Don’t Get Discouraged by Data Management

Your business generates data every day. Data is information, especially facts and statistics, but it can include any document a business creates. With enough of the right kind of data, you can predict the most important trends in your market.

But with great power comes great responsibility, and data represents both. As a small business, you’re a target for hackers who covet your financial and customer data. With it, they can wreak havoc. The blow to your reputation could be devastating.

That’s why you need a comprehensive data management strategy.

Data management means having the right processes and policies to:

  • Collect relevant business data
  • Store data as long as needed
  • Keep all business data secure

What Small Business Challenges Can Data Management Help With?

No single approach can make data 100% safe. Even a computer only one person has physical access to could, in theory, be compromised. With active data management, however, you make intrusion more difficult. In the aggregate, this lowers the odds data will be stolen, misplaced, or misused.

While there are many types of data management systems, effective data management goes beyond any one system. It supports efficiency, lowers liability, and helps control overhead and costs related to data.

Some of the key challenges data management addresses are:

1. Overwhelming Amounts of Data

Data has been referred to as a “fire hose” because there’s always more of it. Every single day, as long as you are interacting with your customers or the market, you’re generating more data. With so much each day, it’s easy to lose track of which files are really the most important. With data management, you will benefit from a proven structure to manage your data – which helps keep it safer at the same time.

2. Risk of Cyber Crime

Criminals launch millions of attacks on small businesses like yours each and every day. But most of these are attacks of opportunity. They are automated, seeking out obvious and common security flaws. All of these “windows” into your business can easily be closed using the right data management methodology. You are much less likely to be targeted by a determined attack if you have the right basics in place.

3. Regulatory Compliance

In highly regulated industries like healthcare, finance, and law, regulatory compliance regularly ranks as the fastest growing cost center. All in all, there’s very little a small business can do to cut compliance as a cost – but data management helps buck the trend. By keeping sensitive data organized and secure, it becomes easier to pass audits (internal and external) and maintain necessary certifications.

4. Business Reputation

Businesses must notify affected parties when a data breach is found. It could be months between a breach happening and evidence coming to light, but proactive data management helps. The sooner you can take action, the sooner you stop reputational harm and potential legal liability. Acting quickly shows goodwill and dedication to doing things the right way.

Best Practices for Managing Small Business Data

1. Automate Data Backup and Retrieval

The most serious cyber-attack any business can absorb is a ransomware attack. Hackers encrypt your data so it is no longer accessible. Then, they offer to sell you the cryptographic key to your own files. Some institutions have been forced to pay millions. But with automated data backup, you can simply restore a recent version of any affected files – losing, at worst, just a few hours of information.

2. Apply Antivirus Patches on “Day Zero”

Every day, millions of new computer viruses make themselves known for the first time. Just like viruses in real life, many of them “evolve” as they come into contact with new hosts. For that reason, antivirus software should be updated daily, with new software patches applied automatically across your entire network. This is another area that can be automated when the right tactics are used.

3. Use a Central Endpoint Management Platform

More businesses are pivoting to a hybrid workforce where some personnel come in to the office while others work from home on any given day. This means a wide variety of devices will be accessing your network at any one time. Endpoint management refers to a software suite that ensures all devices, no matter who owns them, adhere to the security standards your administrator sets.

4. Train Your Personnel in the Basics

Most problems with technology also have a human element. Even the least tech-savvy members of your team have something to contribute to data management. By training them to avoid mistakes like writing passwords down or responding to suspicious emails, you can significantly reduce the number of possible data breaches in a year.

Not in a position to overhaul your data management? A managed IT services provider can transform your technology strategy overnight at a fraction of the cost of doing it in-house.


*Problem to work on*. Your task is to copy every line of the records below that contains "xlabel".

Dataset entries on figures
>>

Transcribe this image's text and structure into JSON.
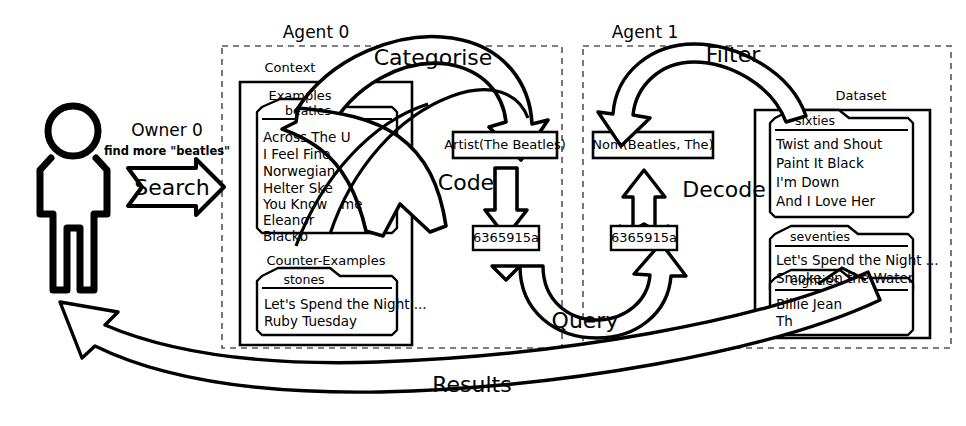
{
  "diagram": {
    "title_hidden": "",
    "background": "#ffffff",
    "stroke": "#000000"
  },
  "actor": {
    "name": "person-figure",
    "owner_label": "Owner 0",
    "owner_request": "find more \"beatles\"",
    "search_arrow_label": "Search"
  },
  "agent0": {
    "title": "Agent 0",
    "context_label": "Context",
    "examples_label": "Examples",
    "examples_tab": "beatles",
    "examples_items": [
      "Across The U",
      "I Feel Fine",
      "Norwegian",
      "Helter Ske",
      "You Know",
      "Eleanor",
      "Blackb"
    ],
    "examples_item_fragment": "me",
    "counter_examples_label": "Counter-Examples",
    "counter_tab": "stones",
    "counter_items": [
      "Let's Spend the Night ...",
      "Ruby Tuesday"
    ],
    "artist_box": "Artist(The Beatles)",
    "code_label": "Code",
    "hash_box": "6365915a",
    "categorise_label": "Categorise"
  },
  "agent1": {
    "title": "Agent 1",
    "filter_label": "Filter",
    "nom_box": "Nom(Beatles, The)",
    "decode_label": "Decode",
    "hash_box": "6365915a",
    "dataset_label": "Dataset",
    "groups": [
      {
        "tab": "sixties",
        "items": [
          "Twist and Shout",
          "Paint It Black",
          "I'm Down",
          "And I Love Her"
        ]
      },
      {
        "tab": "seventies",
        "items": [
          "Let's Spend the Night ...",
          "Smoke on the Water"
        ]
      },
      {
        "tab": "eighties",
        "items": [
          "Billie Jean",
          "Th"
        ]
      }
    ]
  },
  "flows": {
    "query_label": "Query",
    "results_label": "Results"
  }
}
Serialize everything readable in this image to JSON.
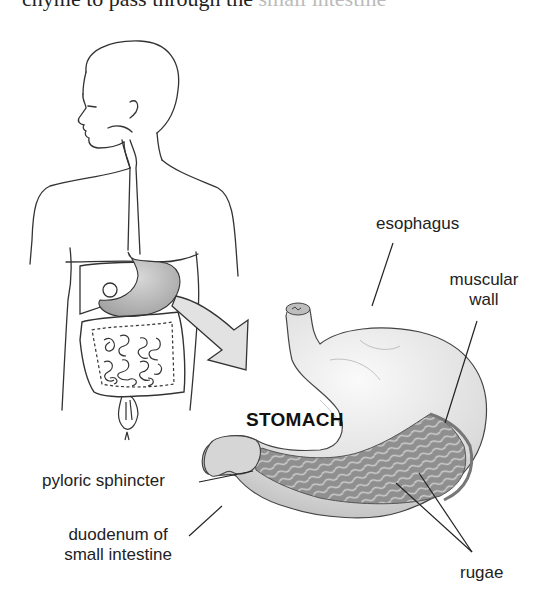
{
  "caption_fragment": {
    "visible": "chyme to pass through the",
    "faded": " small intestine"
  },
  "diagram": {
    "title": "STOMACH",
    "labels": {
      "esophagus": "esophagus",
      "muscular_wall_line1": "muscular",
      "muscular_wall_line2": "wall",
      "pyloric_sphincter": "pyloric sphincter",
      "duodenum_line1": "duodenum of",
      "duodenum_line2": "small intestine",
      "rugae": "rugae"
    },
    "figures": {
      "body_outline": "human-torso-digestive-system",
      "zoom_arrow": "arrow-to-stomach-detail",
      "stomach_detail": "stomach-cutaway"
    },
    "colors": {
      "line": "#333333",
      "organ_fill": "#c9c9c9",
      "stomach_fill": "#e6e6e6",
      "rugae_fill": "#9a9a9a",
      "arrow_fill": "#e2e2e2"
    }
  }
}
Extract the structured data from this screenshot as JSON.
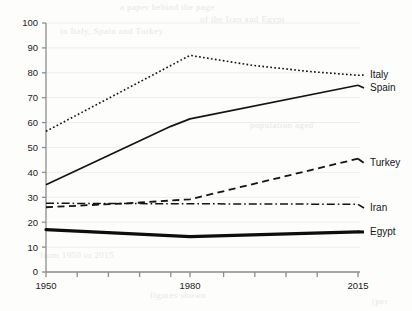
{
  "chart_data": {
    "type": "line",
    "title": "",
    "subtitle": "",
    "xlabel": "",
    "ylabel": "",
    "xlim": [
      1950,
      2015
    ],
    "ylim": [
      0,
      100
    ],
    "grid": true,
    "legend_position": "right-inline-labels",
    "y_ticks": [
      "0",
      "10",
      "20",
      "30",
      "40",
      "50",
      "60",
      "70",
      "80",
      "90",
      "100"
    ],
    "y_tick_values": [
      0,
      10,
      20,
      30,
      40,
      50,
      60,
      70,
      80,
      90,
      100
    ],
    "x_ticks": [
      "1950",
      "",
      "",
      "",
      "",
      "1980",
      "",
      "",
      "",
      "",
      "2015"
    ],
    "x_tick_labels_shown": [
      "1950",
      "1980",
      "2015"
    ],
    "x_tick_values": [
      1950,
      1956.5,
      1963,
      1969.5,
      1976,
      1980,
      1987,
      1993.5,
      2000,
      2006.5,
      2015
    ],
    "series": [
      {
        "name": "Italy",
        "style": "dotted",
        "width": 1.6,
        "color": "#141414",
        "x": [
          1950,
          1980,
          1993,
          2005,
          2015
        ],
        "values": [
          56.5,
          87,
          83,
          80.5,
          79
        ]
      },
      {
        "name": "Spain",
        "style": "solid",
        "width": 1.7,
        "color": "#141414",
        "x": [
          1950,
          1976,
          1980,
          2015
        ],
        "values": [
          35,
          58.5,
          61.5,
          75
        ]
      },
      {
        "name": "Turkey",
        "style": "dashed",
        "width": 1.8,
        "color": "#141414",
        "x": [
          1950,
          1969,
          1980,
          2015
        ],
        "values": [
          26,
          27.8,
          29.2,
          45.5
        ]
      },
      {
        "name": "Iran",
        "style": "dash-dot",
        "width": 1.5,
        "color": "#141414",
        "x": [
          1950,
          1980,
          2015
        ],
        "values": [
          27.6,
          27.4,
          27.2
        ]
      },
      {
        "name": "Egypt",
        "style": "solid-thick",
        "width": 3.2,
        "color": "#0d0d0d",
        "x": [
          1950,
          1980,
          2015
        ],
        "values": [
          17,
          14.2,
          16.1
        ]
      }
    ],
    "series_labels": [
      {
        "name": "Italy",
        "value_at_end": 79
      },
      {
        "name": "Spain",
        "value_at_end": 75
      },
      {
        "name": "Turkey",
        "value_at_end": 45.5
      },
      {
        "name": "Iran",
        "value_at_end": 27.2
      },
      {
        "name": "Egypt",
        "value_at_end": 16.1
      }
    ]
  },
  "axes": {
    "axis_color": "#8d8d8d",
    "grid_color": "#ededed",
    "tick_text_color": "#1b1b1b"
  },
  "background_bleed": [
    "a paper behind the page",
    "in Italy, Spain and Turkey",
    "of the Iran and Egypt",
    "population aged",
    "from 1950 to 2015",
    "figures shown",
    "(per"
  ]
}
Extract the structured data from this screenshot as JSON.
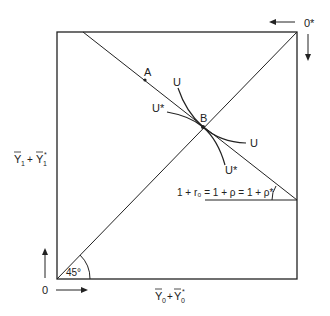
{
  "diagram": {
    "colors": {
      "line": "#222222",
      "background": "#ffffff"
    },
    "origin_label": "0",
    "foreign_origin_label": "0*",
    "y_axis_label": {
      "base": "Y",
      "sub1": "1",
      "plus": "+",
      "base2": "Y",
      "sub2": "1",
      "star": "*"
    },
    "x_axis_label": {
      "base": "Y",
      "sub1": "0",
      "plus": "+",
      "base2": "Y",
      "sub2": "0",
      "star": "*"
    },
    "angle_label": "45°",
    "point_a": "A",
    "point_b": "B",
    "curve_u_top": "U",
    "curve_ustar_left": "U*",
    "curve_u_right": "U",
    "curve_ustar_bottom": "U*",
    "price_line_label": "1 + r₀ = 1 + ρ = 1 + ρ*"
  }
}
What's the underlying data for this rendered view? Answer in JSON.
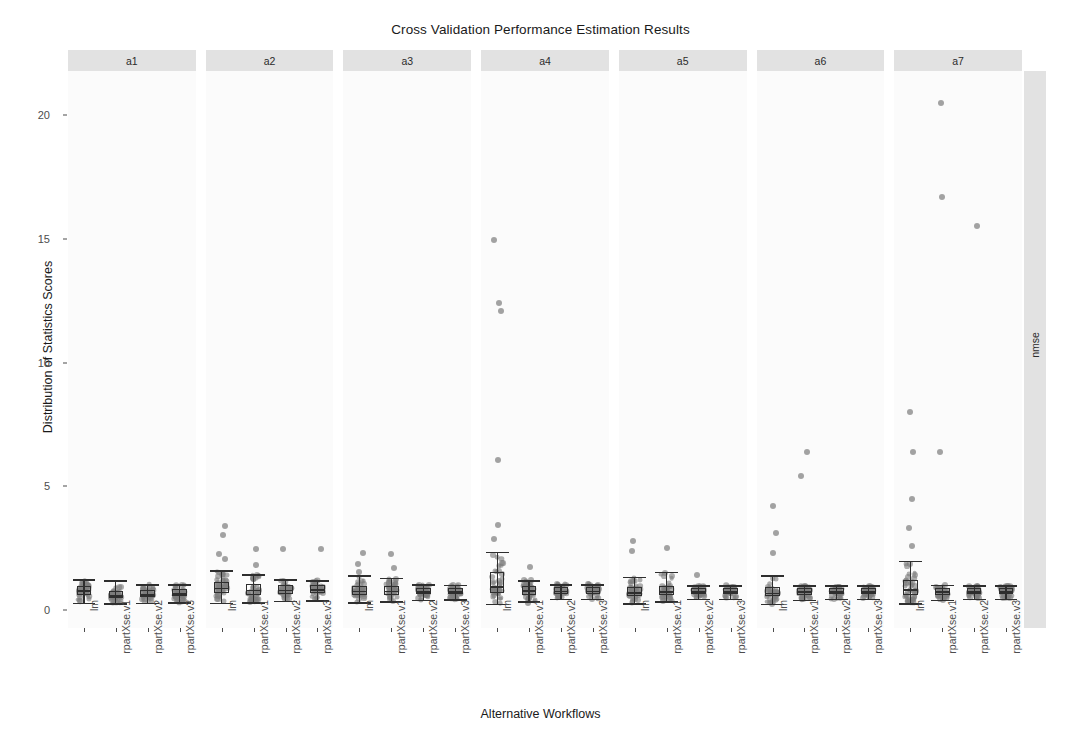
{
  "chart_data": {
    "type": "box",
    "title": "Cross Validation Performance Estimation Results",
    "xlabel": "Alternative Workflows",
    "ylabel": "Distribution of Statistics Scores",
    "metric_strip_label": "nmse",
    "ylim": [
      -0.6,
      22.2
    ],
    "yticks": [
      0,
      5,
      10,
      15,
      20
    ],
    "ytick_labels": [
      "0",
      "5",
      "10",
      "15",
      "20"
    ],
    "grid": false,
    "legend_position": "none",
    "facet_labels": [
      "a1",
      "a2",
      "a3",
      "a4",
      "a5",
      "a6",
      "a7"
    ],
    "categories": [
      "lm",
      "rpartXse.v1",
      "rpartXse.v2",
      "rpartXse.v3"
    ],
    "colors": {
      "point": "#7c7c7c",
      "box_line": "#2e2e2e",
      "strip_bg": "#e2e2e2",
      "panel_bg": "#fbfbfb",
      "text": "#1a1a1a",
      "tick_text": "#4d4d4d"
    },
    "panels": [
      {
        "facet": "a1",
        "boxes": [
          {
            "workflow": "lm",
            "min": 0.3,
            "q1": 0.62,
            "median": 0.8,
            "q3": 0.95,
            "max": 1.25,
            "outliers": []
          },
          {
            "workflow": "rpartXse.v1",
            "min": 0.28,
            "q1": 0.48,
            "median": 0.6,
            "q3": 0.78,
            "max": 1.2,
            "outliers": []
          },
          {
            "workflow": "rpartXse.v2",
            "min": 0.3,
            "q1": 0.52,
            "median": 0.65,
            "q3": 0.82,
            "max": 1.05,
            "outliers": []
          },
          {
            "workflow": "rpartXse.v3",
            "min": 0.32,
            "q1": 0.55,
            "median": 0.68,
            "q3": 0.85,
            "max": 1.05,
            "outliers": []
          }
        ]
      },
      {
        "facet": "a2",
        "boxes": [
          {
            "workflow": "lm",
            "min": 0.3,
            "q1": 0.7,
            "median": 0.9,
            "q3": 1.15,
            "max": 1.6,
            "outliers": [
              3.4,
              3.05,
              2.25,
              2.05
            ]
          },
          {
            "workflow": "rpartXse.v1",
            "min": 0.32,
            "q1": 0.62,
            "median": 0.82,
            "q3": 1.05,
            "max": 1.45,
            "outliers": [
              2.45,
              1.8
            ]
          },
          {
            "workflow": "rpartXse.v2",
            "min": 0.38,
            "q1": 0.66,
            "median": 0.82,
            "q3": 1.0,
            "max": 1.25,
            "outliers": [
              2.45
            ]
          },
          {
            "workflow": "rpartXse.v3",
            "min": 0.4,
            "q1": 0.68,
            "median": 0.84,
            "q3": 1.0,
            "max": 1.2,
            "outliers": [
              2.45
            ]
          }
        ]
      },
      {
        "facet": "a3",
        "boxes": [
          {
            "workflow": "lm",
            "min": 0.32,
            "q1": 0.62,
            "median": 0.78,
            "q3": 0.96,
            "max": 1.4,
            "outliers": [
              2.3,
              1.85,
              1.55
            ]
          },
          {
            "workflow": "rpartXse.v1",
            "min": 0.35,
            "q1": 0.62,
            "median": 0.78,
            "q3": 0.95,
            "max": 1.3,
            "outliers": [
              2.25,
              1.7
            ]
          },
          {
            "workflow": "rpartXse.v2",
            "min": 0.42,
            "q1": 0.64,
            "median": 0.76,
            "q3": 0.9,
            "max": 1.05,
            "outliers": []
          },
          {
            "workflow": "rpartXse.v3",
            "min": 0.44,
            "q1": 0.64,
            "median": 0.76,
            "q3": 0.88,
            "max": 1.02,
            "outliers": []
          }
        ]
      },
      {
        "facet": "a4",
        "boxes": [
          {
            "workflow": "lm",
            "min": 0.25,
            "q1": 0.68,
            "median": 0.95,
            "q3": 1.55,
            "max": 2.35,
            "outliers": [
              14.95,
              12.4,
              12.1,
              6.05,
              3.45,
              2.85
            ]
          },
          {
            "workflow": "rpartXse.v1",
            "min": 0.35,
            "q1": 0.62,
            "median": 0.8,
            "q3": 0.98,
            "max": 1.2,
            "outliers": [
              1.75,
              0.3
            ]
          },
          {
            "workflow": "rpartXse.v2",
            "min": 0.45,
            "q1": 0.66,
            "median": 0.78,
            "q3": 0.92,
            "max": 1.05,
            "outliers": []
          },
          {
            "workflow": "rpartXse.v3",
            "min": 0.45,
            "q1": 0.66,
            "median": 0.78,
            "q3": 0.92,
            "max": 1.05,
            "outliers": []
          }
        ]
      },
      {
        "facet": "a5",
        "boxes": [
          {
            "workflow": "lm",
            "min": 0.28,
            "q1": 0.58,
            "median": 0.72,
            "q3": 0.92,
            "max": 1.35,
            "outliers": [
              2.8,
              2.4
            ]
          },
          {
            "workflow": "rpartXse.v1",
            "min": 0.35,
            "q1": 0.6,
            "median": 0.75,
            "q3": 0.95,
            "max": 1.55,
            "outliers": [
              2.5
            ]
          },
          {
            "workflow": "rpartXse.v2",
            "min": 0.45,
            "q1": 0.64,
            "median": 0.76,
            "q3": 0.88,
            "max": 1.0,
            "outliers": [
              1.4
            ]
          },
          {
            "workflow": "rpartXse.v3",
            "min": 0.46,
            "q1": 0.64,
            "median": 0.76,
            "q3": 0.88,
            "max": 1.0,
            "outliers": []
          }
        ]
      },
      {
        "facet": "a6",
        "boxes": [
          {
            "workflow": "lm",
            "min": 0.25,
            "q1": 0.55,
            "median": 0.7,
            "q3": 0.92,
            "max": 1.4,
            "outliers": [
              4.2,
              3.1,
              2.3
            ]
          },
          {
            "workflow": "rpartXse.v1",
            "min": 0.42,
            "q1": 0.62,
            "median": 0.75,
            "q3": 0.88,
            "max": 1.0,
            "outliers": [
              6.4,
              5.4
            ]
          },
          {
            "workflow": "rpartXse.v2",
            "min": 0.45,
            "q1": 0.64,
            "median": 0.76,
            "q3": 0.88,
            "max": 1.0,
            "outliers": []
          },
          {
            "workflow": "rpartXse.v3",
            "min": 0.45,
            "q1": 0.64,
            "median": 0.76,
            "q3": 0.88,
            "max": 1.0,
            "outliers": []
          }
        ]
      },
      {
        "facet": "a7",
        "boxes": [
          {
            "workflow": "lm",
            "min": 0.28,
            "q1": 0.62,
            "median": 0.85,
            "q3": 1.2,
            "max": 2.0,
            "outliers": [
              8.0,
              6.4,
              4.5,
              3.3,
              2.6
            ]
          },
          {
            "workflow": "rpartXse.v1",
            "min": 0.42,
            "q1": 0.62,
            "median": 0.76,
            "q3": 0.9,
            "max": 1.02,
            "outliers": [
              20.5,
              16.7,
              6.4
            ]
          },
          {
            "workflow": "rpartXse.v2",
            "min": 0.45,
            "q1": 0.64,
            "median": 0.76,
            "q3": 0.88,
            "max": 1.0,
            "outliers": [
              15.5
            ]
          },
          {
            "workflow": "rpartXse.v3",
            "min": 0.45,
            "q1": 0.64,
            "median": 0.76,
            "q3": 0.88,
            "max": 1.0,
            "outliers": []
          }
        ]
      }
    ]
  },
  "layout": {
    "plot_left": 68,
    "plot_right": 1022,
    "panel_gap": 10,
    "panel_top": 71,
    "panel_bottom": 628,
    "y_pixel_at_0": 610,
    "y_pixel_per_unit": 24.75
  }
}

<<

*Exercise output*.
    "xlabel": "",
    "xlabel": "Alternative Workflows",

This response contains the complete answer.